Sinusoidal signals represent a class of periodic signals that are commonly used in many
analysis techniques. These techniques, such as those involving Fourier series, decompose
complicated waveforms into a series of sinusoidal waveforms. A sinusoidal waveform f(t) is
usually represented by
f (t)
where A is the amplitude of the signal,
radians per second ( =2 f ).
•
)
A cos( t
is the phase, and
is the angular frequency in
non-periodic signals
A non-periodic waveform is one that does not satisfy the criteria for a periodic waveform.
Non-periodic signals are referred to as energy signals because their total energy is finite.
3.2 The electromagnetic spectrum
In the previous chapter it was seen that, in a source free region, E and B satisfy
homogeneous wave equations. For the case of time harmonic excitation, these equations reduce
to homogeneous Helmholtz equations, the solutions of which represent propagating waves. Thus
electromagnetic energy is transferred in the form of waves which propagate at velocities that
depend on the medium of transmission ( v 1/ µ ), and oscillate at frequencies that depend on
the nature of the source.
Electromagnetic radiation is typically classified according to frequency or wavelength
(although in the range including visible and ultraviolet light, x-rays, and -rays, radiation is
sometimes classified according to photon energy). The electromagnetic spectrum, shown in
Figure 1, is divided into frequency and wavelength bands. At the low frequency end lie the radio
bands. Above this is the microwave region, which occupies the range from about 1 GHz to the
lower infrared band, and contains the UHF, SHF, EHF, and millimeter-wave bands. The so-called
visible spectrum extends from 4.2 x 10 14 Hz (deep red, 720 nm) to 7.9 x 10 14 Hz (violet, 380 nm).

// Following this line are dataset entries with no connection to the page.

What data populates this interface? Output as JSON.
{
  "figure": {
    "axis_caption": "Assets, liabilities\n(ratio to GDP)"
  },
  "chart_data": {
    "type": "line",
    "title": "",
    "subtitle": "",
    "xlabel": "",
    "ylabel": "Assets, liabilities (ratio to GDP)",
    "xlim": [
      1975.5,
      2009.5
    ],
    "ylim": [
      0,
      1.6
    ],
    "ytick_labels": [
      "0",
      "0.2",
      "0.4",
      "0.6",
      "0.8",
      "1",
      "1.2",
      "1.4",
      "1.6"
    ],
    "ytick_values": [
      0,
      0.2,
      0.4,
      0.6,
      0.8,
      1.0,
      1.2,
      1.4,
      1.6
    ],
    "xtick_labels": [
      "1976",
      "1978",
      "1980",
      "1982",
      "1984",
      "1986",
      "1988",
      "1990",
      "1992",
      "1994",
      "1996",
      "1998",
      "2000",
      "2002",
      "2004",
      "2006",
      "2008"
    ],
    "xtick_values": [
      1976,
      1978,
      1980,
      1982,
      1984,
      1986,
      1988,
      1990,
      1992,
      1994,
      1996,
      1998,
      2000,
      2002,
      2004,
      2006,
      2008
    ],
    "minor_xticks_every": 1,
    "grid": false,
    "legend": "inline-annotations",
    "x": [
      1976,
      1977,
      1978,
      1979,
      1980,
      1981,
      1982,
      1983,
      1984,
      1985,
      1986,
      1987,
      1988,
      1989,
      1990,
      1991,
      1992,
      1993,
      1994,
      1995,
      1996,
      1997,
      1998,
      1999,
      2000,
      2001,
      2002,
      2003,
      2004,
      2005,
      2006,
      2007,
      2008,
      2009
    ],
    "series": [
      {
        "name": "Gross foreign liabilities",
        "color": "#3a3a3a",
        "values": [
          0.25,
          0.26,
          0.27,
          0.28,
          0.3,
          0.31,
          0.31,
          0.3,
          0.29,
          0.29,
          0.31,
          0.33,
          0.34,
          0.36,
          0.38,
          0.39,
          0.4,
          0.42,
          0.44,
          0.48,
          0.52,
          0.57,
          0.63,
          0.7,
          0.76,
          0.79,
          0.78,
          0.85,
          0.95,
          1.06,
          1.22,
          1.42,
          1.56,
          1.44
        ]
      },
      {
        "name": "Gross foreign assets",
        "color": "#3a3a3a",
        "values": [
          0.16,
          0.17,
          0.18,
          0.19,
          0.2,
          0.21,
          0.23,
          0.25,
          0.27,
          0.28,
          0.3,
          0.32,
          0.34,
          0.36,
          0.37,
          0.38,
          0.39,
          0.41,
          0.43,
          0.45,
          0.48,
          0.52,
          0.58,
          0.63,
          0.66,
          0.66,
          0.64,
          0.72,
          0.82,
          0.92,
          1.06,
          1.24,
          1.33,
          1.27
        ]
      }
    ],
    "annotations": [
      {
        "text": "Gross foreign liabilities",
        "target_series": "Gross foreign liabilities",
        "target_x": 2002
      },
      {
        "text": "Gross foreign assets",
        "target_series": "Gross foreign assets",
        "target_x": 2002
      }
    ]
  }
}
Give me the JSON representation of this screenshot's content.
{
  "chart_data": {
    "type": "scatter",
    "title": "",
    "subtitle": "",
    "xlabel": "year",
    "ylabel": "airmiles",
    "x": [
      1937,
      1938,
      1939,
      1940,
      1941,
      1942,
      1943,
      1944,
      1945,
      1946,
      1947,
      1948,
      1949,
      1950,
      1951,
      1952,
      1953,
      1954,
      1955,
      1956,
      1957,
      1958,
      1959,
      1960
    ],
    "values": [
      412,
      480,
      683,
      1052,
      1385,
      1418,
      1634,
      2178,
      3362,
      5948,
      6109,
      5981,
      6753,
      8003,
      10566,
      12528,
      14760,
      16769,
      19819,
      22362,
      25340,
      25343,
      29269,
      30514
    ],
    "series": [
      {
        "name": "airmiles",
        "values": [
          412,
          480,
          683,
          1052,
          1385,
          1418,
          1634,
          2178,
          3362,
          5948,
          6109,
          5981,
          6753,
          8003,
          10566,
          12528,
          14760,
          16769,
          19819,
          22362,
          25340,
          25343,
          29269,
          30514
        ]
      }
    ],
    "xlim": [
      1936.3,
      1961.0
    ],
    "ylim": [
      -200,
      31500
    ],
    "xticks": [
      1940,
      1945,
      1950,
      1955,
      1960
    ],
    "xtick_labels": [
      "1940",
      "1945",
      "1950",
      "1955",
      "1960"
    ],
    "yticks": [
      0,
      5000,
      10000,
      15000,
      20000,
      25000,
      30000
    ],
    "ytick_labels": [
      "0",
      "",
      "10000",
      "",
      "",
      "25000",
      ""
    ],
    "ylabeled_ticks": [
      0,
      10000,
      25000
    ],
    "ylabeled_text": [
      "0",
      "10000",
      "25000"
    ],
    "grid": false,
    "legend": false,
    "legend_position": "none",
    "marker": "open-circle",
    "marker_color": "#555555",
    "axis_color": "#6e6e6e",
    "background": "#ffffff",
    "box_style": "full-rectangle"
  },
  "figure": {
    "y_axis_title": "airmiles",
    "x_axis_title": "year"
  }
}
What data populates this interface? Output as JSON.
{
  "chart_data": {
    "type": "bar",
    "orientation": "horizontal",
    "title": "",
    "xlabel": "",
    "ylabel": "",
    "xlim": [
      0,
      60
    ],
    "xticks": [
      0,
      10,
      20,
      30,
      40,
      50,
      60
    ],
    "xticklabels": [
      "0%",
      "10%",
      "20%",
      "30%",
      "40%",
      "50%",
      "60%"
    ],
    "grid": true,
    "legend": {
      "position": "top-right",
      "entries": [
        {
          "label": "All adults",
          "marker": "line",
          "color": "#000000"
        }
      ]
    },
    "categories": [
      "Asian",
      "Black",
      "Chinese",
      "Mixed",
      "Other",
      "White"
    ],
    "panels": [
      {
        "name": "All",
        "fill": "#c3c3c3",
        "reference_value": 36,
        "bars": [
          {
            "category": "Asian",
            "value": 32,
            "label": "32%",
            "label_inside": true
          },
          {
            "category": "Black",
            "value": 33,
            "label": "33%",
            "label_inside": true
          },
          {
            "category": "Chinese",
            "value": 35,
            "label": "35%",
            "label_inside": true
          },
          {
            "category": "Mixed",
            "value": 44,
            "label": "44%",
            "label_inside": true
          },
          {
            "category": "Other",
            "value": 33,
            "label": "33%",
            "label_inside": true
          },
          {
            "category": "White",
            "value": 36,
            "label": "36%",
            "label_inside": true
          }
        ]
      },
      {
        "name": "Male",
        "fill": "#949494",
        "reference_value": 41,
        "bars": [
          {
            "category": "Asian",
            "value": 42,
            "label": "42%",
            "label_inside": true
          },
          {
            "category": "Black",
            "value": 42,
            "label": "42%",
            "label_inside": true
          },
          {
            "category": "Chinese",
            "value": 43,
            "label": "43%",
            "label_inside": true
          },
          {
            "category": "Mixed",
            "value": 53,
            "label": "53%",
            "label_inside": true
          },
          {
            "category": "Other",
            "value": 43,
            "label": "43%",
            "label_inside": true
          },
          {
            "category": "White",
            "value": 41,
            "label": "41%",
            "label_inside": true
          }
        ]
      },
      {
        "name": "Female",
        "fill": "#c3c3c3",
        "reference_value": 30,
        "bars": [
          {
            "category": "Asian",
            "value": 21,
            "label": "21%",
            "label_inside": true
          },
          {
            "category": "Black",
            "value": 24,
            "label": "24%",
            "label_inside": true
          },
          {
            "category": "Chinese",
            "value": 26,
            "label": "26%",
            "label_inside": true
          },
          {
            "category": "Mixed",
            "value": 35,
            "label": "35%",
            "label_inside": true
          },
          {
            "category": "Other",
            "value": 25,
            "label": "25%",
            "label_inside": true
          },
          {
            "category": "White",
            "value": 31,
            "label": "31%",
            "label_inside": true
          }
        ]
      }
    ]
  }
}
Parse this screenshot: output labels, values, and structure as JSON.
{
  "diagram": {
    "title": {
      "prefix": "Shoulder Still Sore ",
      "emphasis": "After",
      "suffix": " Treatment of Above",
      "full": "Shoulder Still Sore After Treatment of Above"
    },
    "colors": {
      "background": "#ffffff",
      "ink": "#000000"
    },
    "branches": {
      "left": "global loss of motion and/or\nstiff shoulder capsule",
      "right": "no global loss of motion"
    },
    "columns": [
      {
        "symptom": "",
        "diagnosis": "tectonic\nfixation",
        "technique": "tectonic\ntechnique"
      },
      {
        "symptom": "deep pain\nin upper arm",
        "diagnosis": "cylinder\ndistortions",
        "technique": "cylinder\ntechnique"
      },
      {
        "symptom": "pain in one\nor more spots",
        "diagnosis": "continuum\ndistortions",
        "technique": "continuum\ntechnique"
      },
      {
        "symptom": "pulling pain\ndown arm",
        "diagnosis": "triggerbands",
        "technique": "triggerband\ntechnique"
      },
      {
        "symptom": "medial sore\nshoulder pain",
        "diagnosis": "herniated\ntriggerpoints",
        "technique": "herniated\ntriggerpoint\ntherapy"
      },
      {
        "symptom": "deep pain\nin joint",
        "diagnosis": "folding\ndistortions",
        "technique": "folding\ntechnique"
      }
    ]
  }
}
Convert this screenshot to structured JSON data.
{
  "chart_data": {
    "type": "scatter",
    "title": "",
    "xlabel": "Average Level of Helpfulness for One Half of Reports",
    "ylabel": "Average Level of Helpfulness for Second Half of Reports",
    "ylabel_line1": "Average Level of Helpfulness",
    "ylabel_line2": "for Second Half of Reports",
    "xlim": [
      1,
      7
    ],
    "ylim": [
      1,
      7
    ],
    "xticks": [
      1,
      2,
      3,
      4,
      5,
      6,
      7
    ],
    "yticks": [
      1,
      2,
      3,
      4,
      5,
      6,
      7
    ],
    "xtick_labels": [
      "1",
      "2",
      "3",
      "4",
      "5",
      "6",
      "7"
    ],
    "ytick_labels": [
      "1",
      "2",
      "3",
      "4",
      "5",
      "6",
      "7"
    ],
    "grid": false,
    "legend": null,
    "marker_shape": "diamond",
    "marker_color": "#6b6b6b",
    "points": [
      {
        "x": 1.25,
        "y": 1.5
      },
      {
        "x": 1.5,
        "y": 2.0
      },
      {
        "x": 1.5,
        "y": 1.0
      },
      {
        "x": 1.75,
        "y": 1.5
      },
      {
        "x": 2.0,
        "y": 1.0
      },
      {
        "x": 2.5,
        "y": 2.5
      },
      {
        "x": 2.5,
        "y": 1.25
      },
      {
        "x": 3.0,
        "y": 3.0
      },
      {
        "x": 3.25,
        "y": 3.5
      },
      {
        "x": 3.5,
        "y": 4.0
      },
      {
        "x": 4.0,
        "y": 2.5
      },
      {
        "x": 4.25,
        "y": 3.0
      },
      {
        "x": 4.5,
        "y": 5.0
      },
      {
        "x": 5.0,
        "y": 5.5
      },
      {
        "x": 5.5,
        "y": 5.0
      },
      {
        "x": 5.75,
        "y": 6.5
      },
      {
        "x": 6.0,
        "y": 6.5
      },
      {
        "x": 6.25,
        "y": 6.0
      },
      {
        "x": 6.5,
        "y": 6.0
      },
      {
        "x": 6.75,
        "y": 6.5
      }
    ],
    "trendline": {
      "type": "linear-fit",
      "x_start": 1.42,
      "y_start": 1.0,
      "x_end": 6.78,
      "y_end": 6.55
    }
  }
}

At higher frequencies lie ultraviolet light, x-rays, and -rays.
It is important to note that certain sections of the electromagnetic spectrum are reserved by
regulatory agencies such as the FCC. Broadcasts and emissions in these bands are subject to laws
and regulations established by such agencies.
3-4
Frequency
3 kHz
0 Hz
Activities
×
×
×
FM Broadcast
10 m
10 m
3m
UHF
30 cm
SHF
3 cm
EHF
30 kHz
3 mm
10 4 nm
3
×
10 3 nm
3
×
10 2 nm
3
16
10 Hz
17
10 Hz
×
Ultraviolet
TV Broadcast
Channels
38-69
15
10 Hz
Ultraviolet
Fixed
608 MHz
Maritime Mobile
470 MHz
TV Broadcast
Ch. 21-36
Visible
100THz
.3 mm
×
10THz
3.5 MHz
4 MHz
Infrared
400 MHz
1THz
2.85 MHz
3 MHz
3.155 MHz
Visible
Range
Amateur
100 GHz
10 m
300 GHz
Infrared
Aeronautical
Mobile
Miscellaneous
10 GHz
Microwave
Mobile, Fixed,
Radiolocation,
Amateur
Mobile,
Fixed
3-5
300 MHz
10 m
30 m
VHF
100 MHz
1 GHz
30 GHz
2
3
HF
10 MHz
14 kHz
1605 kHz
216 MHz
×
AM Broadcast
136 MHz
174 MHz
3
3
1 MHz
Radio
Spectrum
118 MHz
Aeronautical
Mobile
TV Broadcast
Channels 7-13
4
3
10 m
MF
9 kHz
Radio
Navigation
108 MHz
Aeronautical
Radionavigation
5
3
10 m
LF
88 MHz
FM Radio
Broadcast
6
3
3
100 kHz
AM Radio
Broadcasting
TV Broadcast
Channels 5-6
7
×
10 kHz
×
Audio
Range
1 kHz
3 kHz
72 MHz
Radionavigation, Radiolocation, Satellite Navigation, Radio Astronomy, Earth
Exploration Satellite, Space Research, Amateur, Fixed, Mobile, etc.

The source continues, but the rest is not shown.